July 17, 1898– Berenice Abbott. I have a passion for Photography, whether it is formal portraiture, commercial work, art photography, or just found snapshots. I have a sizable & thought provoking collection of vintage photographs of men being affectionate together which I like to share with readers.
My passion for photography along with my keen interest in architecture brings me to today’s #recipient, Berenice Abbott, a celebrated photographer of NYC architecture. She shot using a Century Universal Camera which produced 8 x 10 inch negatives. This large scale formated camera was the instrument that allowed Abbott to photograph NYC with diligence & attention to detail. Her work has provided an historical chronicle of many now destroyed buildings, entire blocks & neighborhoods of Manhattan.
During the Great Depression, Abbott was hired by the Federal Art Project (FAP) as a project supervisor for the Changing New York project. She would take the photographs around the city, but she had assistants to help her both in the field & in the office. This arrangement allowed Abbott to devote all of her time to producing, printing, & exhibiting the photographs. By the time she resigned from the FAP in 1939, she had produced 305 photographs that were added to the collection at the Museum Of The City Of New York.
When she first arrived in NYC, Abbott shared an apartment in Greenwich Village with writer Djuna Barnes, philosopher Kenneth Burke, & literary critic Malcolm Cowley. She sought a career in journalism, but soon became interested in theater & art, inspired by her pals playwright Eugene O’Neill & artist Man Ray. Abbott first became interested in photography in 1923, when Man Ray, looking for somebody who had no ideas about photography & would do just as he instructed, hired her as his darkroom assistant at his portrait studio in the Montparnasse neighborhood of Paris. She hung out with Sylvia Beach, owner of Shakespeare & Co. Bookstore, author James Joyce & artist/filmmaker Jean Cocteau. She frequented the gay bars of Paris with a circle of younger expatriate lesbian writers: Margaret Anderson, Gertrude Stein, Sylvia Beach, & Janet Flanner.
Abbott:
“I took to photography like a duck to water. I never wanted to do anything else.”
Ray was impressed by how fast Abbott learner the darkroom techniques & allowed her to use his studio when he wasn’t there to work on her own photographs.
In 1935, Abbott fell in love with the art critic Elizabeth McCausland. She moved in to her Greenwich Village flat. They were a couple for 30+ years, until McCausland’s death in 1965.
In the early 1960s the 2 women traveled US Highway 1 from Florida to Maine, with Abbott shooting small town & automobile related architecture. The project resulted in more than 2,500 photographs. The project brought an important record of a way of life now mostly erased. McCausland contributed the captions for the books of Changing New York (1939) & Greenwich Village Today & Yesterday (1949).
Not only was Abbott a world-class & distinctive photographer, but also was an inventor & innovator. She developed the distortion easel, which created unusual effects on images developed in a darkroom, & she came up with the telescopic lighting pole, known today by photographers as an “autopole,” to which lights can be attached at any level.
Shortly after McCausland’s passing, Abbott underwent lung surgery. She was told by her doctors that she had to leave NYC because of the air pollution. She purchased a rundown house in rural Maine & lived there until she left this world in 1991. Abbott continued to produce photographs after her move to Maine. Her last book, A Portrait Of Maine, published in 1968, was a bestseller. Her books continue to be published.
Abbott’s photography was straight, even if she wasn’t. I admire her unadorned, unmanipulated style. Always with a camera, she put her work before her personal life. She never acknowledged her relationship with McCausland in interviews or her own writing. She left an important history of a fascinating era with a distinctive American style. Abbott seems to me to have been a real feminist also, stating:
“The world doesn’t like independent women, why, I don’t know, but I don’t care.”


# What you need to do
Reproduce exactly, and nothing but, the lines between the one with "What region is toy in?" and the end of the entries, both ends included.

# Records to process

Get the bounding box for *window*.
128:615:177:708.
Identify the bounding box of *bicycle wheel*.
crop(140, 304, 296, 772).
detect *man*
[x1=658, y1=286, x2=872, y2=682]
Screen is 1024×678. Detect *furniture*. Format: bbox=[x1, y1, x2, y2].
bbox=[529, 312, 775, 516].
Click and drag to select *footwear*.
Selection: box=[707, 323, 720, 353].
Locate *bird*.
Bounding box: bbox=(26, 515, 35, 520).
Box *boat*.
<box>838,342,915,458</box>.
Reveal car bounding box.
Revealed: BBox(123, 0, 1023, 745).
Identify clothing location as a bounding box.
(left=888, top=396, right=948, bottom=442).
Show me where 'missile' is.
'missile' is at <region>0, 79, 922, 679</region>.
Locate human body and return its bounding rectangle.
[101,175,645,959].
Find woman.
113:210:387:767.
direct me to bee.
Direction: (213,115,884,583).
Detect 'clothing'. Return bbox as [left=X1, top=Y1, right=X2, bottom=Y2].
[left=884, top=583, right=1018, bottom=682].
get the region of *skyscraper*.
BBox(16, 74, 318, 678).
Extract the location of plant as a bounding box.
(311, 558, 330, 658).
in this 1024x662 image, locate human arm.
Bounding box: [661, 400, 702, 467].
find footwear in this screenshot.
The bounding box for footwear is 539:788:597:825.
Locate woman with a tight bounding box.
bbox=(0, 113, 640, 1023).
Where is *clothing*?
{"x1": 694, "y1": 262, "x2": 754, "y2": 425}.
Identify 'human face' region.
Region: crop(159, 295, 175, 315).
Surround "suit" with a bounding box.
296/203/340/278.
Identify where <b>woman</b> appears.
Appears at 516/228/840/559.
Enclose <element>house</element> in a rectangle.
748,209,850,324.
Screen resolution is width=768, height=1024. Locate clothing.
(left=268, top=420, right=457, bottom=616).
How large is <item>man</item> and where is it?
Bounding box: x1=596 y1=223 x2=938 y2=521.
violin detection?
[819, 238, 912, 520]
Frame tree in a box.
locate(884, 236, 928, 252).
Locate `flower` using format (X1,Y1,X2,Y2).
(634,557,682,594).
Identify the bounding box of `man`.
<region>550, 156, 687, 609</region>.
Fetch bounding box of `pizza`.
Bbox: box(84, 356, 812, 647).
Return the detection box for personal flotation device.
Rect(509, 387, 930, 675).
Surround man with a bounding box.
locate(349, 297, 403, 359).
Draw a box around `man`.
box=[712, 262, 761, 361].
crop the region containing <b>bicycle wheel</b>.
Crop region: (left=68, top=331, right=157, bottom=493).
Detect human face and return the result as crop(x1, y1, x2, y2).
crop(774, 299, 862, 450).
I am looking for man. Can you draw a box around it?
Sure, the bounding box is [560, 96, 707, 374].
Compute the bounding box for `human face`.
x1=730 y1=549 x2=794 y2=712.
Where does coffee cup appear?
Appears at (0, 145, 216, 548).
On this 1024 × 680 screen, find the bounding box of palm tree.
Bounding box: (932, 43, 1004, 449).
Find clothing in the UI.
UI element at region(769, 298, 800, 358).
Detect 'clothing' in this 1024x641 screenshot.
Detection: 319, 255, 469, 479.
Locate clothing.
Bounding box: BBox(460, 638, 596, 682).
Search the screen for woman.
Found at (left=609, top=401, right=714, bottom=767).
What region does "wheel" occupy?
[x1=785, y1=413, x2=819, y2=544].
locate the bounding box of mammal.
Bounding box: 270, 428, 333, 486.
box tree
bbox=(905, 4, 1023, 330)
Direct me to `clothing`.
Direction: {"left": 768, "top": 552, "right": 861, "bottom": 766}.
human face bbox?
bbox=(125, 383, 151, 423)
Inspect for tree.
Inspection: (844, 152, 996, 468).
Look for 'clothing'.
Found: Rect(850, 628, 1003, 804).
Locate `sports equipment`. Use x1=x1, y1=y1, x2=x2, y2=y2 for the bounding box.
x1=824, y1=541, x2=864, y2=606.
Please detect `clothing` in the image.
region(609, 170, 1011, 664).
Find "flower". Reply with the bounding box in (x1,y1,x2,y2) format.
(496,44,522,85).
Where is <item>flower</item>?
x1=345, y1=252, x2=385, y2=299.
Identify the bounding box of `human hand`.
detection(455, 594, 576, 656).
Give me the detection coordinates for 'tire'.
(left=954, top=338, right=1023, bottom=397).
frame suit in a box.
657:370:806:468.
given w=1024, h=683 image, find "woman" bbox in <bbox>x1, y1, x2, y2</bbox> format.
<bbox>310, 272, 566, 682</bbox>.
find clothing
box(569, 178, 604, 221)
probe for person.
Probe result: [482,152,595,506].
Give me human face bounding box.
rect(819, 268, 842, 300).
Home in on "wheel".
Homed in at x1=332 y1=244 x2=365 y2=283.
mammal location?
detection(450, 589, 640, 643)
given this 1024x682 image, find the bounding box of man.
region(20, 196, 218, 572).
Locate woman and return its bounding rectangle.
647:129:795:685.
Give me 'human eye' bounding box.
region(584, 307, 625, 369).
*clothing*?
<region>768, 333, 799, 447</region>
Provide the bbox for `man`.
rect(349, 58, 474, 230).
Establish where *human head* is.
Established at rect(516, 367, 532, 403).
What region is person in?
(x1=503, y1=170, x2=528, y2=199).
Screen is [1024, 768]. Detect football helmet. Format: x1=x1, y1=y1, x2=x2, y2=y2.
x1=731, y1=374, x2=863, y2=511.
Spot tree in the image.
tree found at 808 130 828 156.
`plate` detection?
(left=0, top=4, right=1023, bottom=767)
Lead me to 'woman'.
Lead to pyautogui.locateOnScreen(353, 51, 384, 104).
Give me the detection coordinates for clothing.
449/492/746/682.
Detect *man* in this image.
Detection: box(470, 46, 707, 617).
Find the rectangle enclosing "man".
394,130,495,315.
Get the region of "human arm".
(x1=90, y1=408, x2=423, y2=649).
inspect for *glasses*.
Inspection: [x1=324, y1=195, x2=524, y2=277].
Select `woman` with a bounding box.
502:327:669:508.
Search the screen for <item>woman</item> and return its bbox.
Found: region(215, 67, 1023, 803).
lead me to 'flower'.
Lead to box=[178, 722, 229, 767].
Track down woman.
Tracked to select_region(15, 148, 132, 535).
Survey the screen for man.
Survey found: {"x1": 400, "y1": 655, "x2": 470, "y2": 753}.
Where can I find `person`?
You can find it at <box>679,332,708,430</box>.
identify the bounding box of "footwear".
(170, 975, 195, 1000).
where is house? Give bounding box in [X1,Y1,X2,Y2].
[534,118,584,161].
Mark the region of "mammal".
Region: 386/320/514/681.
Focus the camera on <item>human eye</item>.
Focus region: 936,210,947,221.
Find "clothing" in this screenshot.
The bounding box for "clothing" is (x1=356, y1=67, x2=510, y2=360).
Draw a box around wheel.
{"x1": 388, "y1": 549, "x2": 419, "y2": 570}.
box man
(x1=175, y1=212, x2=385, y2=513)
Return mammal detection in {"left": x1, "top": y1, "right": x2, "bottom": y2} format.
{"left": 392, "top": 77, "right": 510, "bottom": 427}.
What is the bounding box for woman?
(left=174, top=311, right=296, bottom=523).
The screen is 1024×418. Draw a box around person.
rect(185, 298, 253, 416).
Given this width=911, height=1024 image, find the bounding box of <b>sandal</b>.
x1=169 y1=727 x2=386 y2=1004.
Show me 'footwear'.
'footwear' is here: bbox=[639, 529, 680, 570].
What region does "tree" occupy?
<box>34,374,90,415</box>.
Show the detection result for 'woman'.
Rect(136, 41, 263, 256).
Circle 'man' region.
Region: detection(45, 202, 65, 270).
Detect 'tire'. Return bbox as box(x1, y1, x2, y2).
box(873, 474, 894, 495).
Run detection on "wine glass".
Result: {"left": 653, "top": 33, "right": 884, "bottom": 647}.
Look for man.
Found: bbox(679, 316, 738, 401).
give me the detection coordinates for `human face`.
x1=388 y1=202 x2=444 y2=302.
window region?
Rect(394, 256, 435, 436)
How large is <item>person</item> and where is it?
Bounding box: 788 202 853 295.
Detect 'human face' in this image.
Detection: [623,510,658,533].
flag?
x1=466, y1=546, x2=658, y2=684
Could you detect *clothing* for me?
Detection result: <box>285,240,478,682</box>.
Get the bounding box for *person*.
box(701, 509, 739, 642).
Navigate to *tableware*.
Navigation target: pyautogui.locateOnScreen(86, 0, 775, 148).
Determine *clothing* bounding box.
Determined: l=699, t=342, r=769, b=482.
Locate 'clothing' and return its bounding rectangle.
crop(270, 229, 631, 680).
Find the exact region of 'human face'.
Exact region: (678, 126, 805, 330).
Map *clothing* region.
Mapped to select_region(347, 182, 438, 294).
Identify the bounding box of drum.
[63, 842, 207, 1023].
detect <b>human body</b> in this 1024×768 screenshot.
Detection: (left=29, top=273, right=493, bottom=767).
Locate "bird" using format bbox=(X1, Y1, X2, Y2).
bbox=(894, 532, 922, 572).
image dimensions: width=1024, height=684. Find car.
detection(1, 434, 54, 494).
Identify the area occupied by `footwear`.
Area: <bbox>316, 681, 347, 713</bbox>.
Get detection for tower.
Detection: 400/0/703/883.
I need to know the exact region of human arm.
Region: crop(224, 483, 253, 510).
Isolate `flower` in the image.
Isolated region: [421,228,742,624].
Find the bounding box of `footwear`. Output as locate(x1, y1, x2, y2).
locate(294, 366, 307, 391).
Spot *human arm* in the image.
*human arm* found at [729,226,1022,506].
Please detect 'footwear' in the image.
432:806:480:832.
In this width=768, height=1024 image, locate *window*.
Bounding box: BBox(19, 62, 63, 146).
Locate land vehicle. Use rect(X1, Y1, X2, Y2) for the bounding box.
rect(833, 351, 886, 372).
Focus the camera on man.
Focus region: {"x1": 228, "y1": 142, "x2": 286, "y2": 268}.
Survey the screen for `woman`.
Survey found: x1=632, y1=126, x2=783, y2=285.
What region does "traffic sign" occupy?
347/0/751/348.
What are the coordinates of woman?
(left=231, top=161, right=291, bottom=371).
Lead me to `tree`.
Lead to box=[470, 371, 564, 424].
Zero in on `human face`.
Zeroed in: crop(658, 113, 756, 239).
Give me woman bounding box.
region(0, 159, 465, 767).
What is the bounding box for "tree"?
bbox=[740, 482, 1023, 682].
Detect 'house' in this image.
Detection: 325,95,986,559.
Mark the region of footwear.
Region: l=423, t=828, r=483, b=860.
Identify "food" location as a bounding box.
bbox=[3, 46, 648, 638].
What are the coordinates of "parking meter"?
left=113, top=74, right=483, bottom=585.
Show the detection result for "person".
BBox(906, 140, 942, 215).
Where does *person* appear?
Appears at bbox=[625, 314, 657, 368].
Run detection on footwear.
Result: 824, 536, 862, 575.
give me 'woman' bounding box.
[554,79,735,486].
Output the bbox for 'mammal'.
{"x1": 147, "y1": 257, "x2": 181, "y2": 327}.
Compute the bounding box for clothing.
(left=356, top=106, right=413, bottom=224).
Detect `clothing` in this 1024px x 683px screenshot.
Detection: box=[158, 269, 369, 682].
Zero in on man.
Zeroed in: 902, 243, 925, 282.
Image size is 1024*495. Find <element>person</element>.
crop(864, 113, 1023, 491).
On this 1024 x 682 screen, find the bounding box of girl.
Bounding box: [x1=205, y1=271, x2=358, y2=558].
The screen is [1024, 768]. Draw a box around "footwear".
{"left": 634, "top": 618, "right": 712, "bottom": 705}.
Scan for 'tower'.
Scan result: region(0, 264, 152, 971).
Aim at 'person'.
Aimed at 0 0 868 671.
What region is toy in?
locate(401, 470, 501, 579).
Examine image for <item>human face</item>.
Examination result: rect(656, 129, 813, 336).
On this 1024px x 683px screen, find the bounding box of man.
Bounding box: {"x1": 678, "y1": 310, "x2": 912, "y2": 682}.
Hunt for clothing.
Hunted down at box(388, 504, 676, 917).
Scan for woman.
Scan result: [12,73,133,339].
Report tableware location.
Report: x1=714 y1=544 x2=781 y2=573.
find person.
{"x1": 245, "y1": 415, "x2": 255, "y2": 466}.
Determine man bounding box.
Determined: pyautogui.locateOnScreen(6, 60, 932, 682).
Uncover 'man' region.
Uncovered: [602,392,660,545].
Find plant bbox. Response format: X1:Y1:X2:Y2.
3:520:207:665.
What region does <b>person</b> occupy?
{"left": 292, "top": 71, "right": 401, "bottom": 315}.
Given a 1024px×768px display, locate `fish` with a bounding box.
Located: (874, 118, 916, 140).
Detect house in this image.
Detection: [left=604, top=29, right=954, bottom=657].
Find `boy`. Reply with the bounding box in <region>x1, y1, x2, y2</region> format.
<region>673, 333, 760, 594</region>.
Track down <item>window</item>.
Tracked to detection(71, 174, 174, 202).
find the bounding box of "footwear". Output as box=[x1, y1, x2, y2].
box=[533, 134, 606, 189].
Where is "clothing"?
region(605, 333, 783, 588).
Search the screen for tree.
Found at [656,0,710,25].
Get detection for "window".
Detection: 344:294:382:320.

# Reply
What region is toy in?
locate(401, 470, 501, 579).
Examine image for <item>human face</item>.
Examination result: rect(656, 129, 813, 336).
On this 1024px x 683px screen, find the bounding box of man.
Bounding box: {"x1": 678, "y1": 310, "x2": 912, "y2": 682}.
Hunt for clothing.
Hunted down at box(388, 504, 676, 917).
Scan for woman.
Scan result: [12,73,133,339].
Report tableware location.
Report: x1=714 y1=544 x2=781 y2=573.
find person.
{"x1": 245, "y1": 415, "x2": 255, "y2": 466}.
Determine man bounding box.
Determined: pyautogui.locateOnScreen(6, 60, 932, 682).
Uncover 'man' region.
Uncovered: [602,392,660,545].
Find plant bbox. Response format: X1:Y1:X2:Y2.
3:520:207:665.
What region does <b>person</b> occupy?
{"left": 292, "top": 71, "right": 401, "bottom": 315}.
Given a 1024px×768px display, locate `fish` with a bounding box.
Located: (874, 118, 916, 140).
Detect house in this image.
Detection: [left=604, top=29, right=954, bottom=657].
Find `boy`. Reply with the bounding box in <region>x1, y1, x2, y2</region> format.
<region>673, 333, 760, 594</region>.
Track down <item>window</item>.
Tracked to detection(71, 174, 174, 202).
find the bounding box of "footwear". Output as box=[x1, y1, x2, y2].
box=[533, 134, 606, 189].
Where is "clothing"?
region(605, 333, 783, 588).
Search the screen for tree.
Found at [656,0,710,25].
Get detection for "window".
Detection: 344:294:382:320.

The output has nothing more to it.